Natalia Nastaskin, partner and chief content officer at Primary Wave Music, offered the clearest example of what taking action actually looks like. She gave an example of the company’s effort with the Luther Vandross estate.

That included producing a CNN documentary that Nastaskin said was the most-watched documentary film since 2022. It also capitalized on a Kendrick Lamar and SZA collaboration that sampled a Vandross recording, and a brand partnership with Waterford Crystal. An Alvin Ailey dance production tied to the catalog launches in November at New York’s City Center, with a biographical film also in development.

Permanent Capital and the Demand for Music Bonds

Steve Salm, chief business development executive at Concord, credited the company’s majority investor, a pension fund associated with the state of Michigan, with providing what he called permanent capital. That structure has allowed Concord to grow without the pressure of a fixed exit deadline.

Gruss added that the traditional private equity timeline of five to 10 years is simply too short for assets that grow in value across decades.

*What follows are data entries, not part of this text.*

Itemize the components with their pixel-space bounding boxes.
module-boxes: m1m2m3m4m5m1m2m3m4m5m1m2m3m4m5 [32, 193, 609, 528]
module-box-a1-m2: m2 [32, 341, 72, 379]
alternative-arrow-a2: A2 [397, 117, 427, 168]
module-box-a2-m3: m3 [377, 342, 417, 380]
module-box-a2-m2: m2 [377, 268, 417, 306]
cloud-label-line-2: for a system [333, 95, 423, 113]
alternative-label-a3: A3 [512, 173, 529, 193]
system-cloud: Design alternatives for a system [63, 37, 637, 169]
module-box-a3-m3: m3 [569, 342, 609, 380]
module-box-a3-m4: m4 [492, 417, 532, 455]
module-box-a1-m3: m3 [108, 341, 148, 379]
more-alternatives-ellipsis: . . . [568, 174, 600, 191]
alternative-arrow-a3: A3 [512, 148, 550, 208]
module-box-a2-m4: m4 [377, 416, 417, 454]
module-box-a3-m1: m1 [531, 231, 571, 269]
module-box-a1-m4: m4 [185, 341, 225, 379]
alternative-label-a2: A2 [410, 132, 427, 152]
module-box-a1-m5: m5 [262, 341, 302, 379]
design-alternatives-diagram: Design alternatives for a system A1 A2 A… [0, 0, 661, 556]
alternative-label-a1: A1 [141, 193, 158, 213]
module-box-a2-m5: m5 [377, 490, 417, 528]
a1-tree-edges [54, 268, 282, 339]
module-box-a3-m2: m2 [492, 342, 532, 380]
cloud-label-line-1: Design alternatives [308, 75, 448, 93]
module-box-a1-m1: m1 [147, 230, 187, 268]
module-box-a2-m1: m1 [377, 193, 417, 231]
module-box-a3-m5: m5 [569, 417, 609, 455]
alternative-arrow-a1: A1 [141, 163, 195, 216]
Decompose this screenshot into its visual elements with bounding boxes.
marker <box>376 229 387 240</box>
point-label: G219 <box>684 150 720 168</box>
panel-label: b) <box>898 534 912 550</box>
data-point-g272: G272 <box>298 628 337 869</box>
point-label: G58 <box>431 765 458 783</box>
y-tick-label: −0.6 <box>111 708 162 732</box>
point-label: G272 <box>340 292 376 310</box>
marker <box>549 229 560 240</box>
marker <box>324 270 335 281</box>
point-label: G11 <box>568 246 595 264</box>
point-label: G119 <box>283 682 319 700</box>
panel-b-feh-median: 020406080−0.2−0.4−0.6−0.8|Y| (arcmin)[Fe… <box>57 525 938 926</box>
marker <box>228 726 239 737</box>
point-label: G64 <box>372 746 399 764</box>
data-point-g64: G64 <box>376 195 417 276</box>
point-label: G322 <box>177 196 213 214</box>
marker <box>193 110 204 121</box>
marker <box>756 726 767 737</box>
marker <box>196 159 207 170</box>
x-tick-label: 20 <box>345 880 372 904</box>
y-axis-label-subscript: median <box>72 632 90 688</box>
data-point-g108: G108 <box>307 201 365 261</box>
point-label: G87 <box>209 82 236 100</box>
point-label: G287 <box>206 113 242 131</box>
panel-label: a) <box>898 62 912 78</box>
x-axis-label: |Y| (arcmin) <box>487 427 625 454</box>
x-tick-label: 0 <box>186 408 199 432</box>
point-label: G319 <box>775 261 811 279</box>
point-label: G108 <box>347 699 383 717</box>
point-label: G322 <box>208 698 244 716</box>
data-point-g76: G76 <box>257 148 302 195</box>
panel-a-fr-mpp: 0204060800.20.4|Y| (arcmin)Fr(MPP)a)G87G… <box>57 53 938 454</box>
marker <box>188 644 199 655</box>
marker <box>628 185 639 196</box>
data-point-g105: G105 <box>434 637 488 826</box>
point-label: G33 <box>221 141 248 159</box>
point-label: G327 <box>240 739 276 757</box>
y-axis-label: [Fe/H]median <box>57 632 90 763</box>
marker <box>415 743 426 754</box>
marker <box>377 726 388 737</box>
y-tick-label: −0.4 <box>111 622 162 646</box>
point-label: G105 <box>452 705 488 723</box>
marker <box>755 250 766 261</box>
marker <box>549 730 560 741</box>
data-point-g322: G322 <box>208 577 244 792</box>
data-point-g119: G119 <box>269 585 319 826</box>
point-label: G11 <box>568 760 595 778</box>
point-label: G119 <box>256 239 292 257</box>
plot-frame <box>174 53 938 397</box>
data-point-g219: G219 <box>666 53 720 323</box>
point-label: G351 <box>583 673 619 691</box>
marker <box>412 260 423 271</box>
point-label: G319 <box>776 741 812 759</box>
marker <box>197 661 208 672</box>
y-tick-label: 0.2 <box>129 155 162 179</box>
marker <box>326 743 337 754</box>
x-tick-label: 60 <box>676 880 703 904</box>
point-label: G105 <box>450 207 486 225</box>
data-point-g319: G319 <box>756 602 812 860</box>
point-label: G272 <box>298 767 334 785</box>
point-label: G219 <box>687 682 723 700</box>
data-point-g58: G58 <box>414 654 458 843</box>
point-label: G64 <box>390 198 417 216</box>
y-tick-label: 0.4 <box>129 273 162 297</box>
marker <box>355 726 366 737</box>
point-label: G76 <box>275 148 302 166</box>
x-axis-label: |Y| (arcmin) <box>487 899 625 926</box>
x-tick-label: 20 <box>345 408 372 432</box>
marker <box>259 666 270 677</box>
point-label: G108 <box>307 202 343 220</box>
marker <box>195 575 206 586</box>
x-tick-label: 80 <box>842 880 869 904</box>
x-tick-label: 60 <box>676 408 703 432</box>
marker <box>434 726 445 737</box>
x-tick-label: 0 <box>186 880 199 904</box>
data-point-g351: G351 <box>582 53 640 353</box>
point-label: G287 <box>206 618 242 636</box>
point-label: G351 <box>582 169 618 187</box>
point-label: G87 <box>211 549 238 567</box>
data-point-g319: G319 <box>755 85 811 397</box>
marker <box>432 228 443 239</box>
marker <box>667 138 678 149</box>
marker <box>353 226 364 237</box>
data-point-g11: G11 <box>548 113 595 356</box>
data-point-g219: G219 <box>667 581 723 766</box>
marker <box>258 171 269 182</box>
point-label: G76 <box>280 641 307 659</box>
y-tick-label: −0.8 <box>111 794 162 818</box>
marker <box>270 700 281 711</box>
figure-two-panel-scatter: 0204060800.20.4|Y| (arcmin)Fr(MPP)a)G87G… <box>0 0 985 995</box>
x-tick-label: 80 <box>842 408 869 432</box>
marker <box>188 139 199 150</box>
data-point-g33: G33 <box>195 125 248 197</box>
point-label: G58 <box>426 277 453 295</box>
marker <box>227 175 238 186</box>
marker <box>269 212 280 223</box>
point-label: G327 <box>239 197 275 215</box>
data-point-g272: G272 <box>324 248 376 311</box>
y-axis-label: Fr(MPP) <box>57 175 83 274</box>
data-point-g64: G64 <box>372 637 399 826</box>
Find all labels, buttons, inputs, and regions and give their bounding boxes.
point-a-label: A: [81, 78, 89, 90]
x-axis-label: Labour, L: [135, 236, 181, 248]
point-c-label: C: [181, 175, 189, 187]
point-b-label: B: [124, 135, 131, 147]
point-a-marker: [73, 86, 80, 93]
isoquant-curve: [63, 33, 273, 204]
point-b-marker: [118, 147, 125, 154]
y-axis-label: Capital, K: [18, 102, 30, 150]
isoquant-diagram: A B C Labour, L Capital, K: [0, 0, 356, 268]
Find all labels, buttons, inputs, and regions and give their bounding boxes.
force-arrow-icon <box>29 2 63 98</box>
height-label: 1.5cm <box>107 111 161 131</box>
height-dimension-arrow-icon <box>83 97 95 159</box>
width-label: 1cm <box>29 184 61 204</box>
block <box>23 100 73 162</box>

Smalls closed the macro discussion by noting that institutional appetite for music asset-backed securitizations, which are bonds backed by royalty income, is effectively unlimited. “No limit in investor demand,” Smalls said. “The problem is there’s not enough paper.”

He framed the gap: Music copyrights globally generate roughly $40 billion per year, while the U.S. mortgage market alone represents $15 trillion. The pool of music royalty bonds is a fraction of what large institutional investors are used to deploying capital into.

MUSQ, which co-presented the summit, tracks the MUSQ Global Music Industry Index and carries an expense ratio of 0.76%. The fund had approximately $22.4 million in assets under management, according to ETF Database.

For more news, information, and analysis, visit the Thematic Investing Content Hub.

VettaFi LLC (“VettaFi”) is the index provider for MUSQ, for which it receives an index licensing fee. However, MUSQ is/are not issued, sponsored, endorsed, or sold by VettaFi, and VettaFi has no obligation or liability in connection with the issuance, administration, marketing, or trading of MUSQ.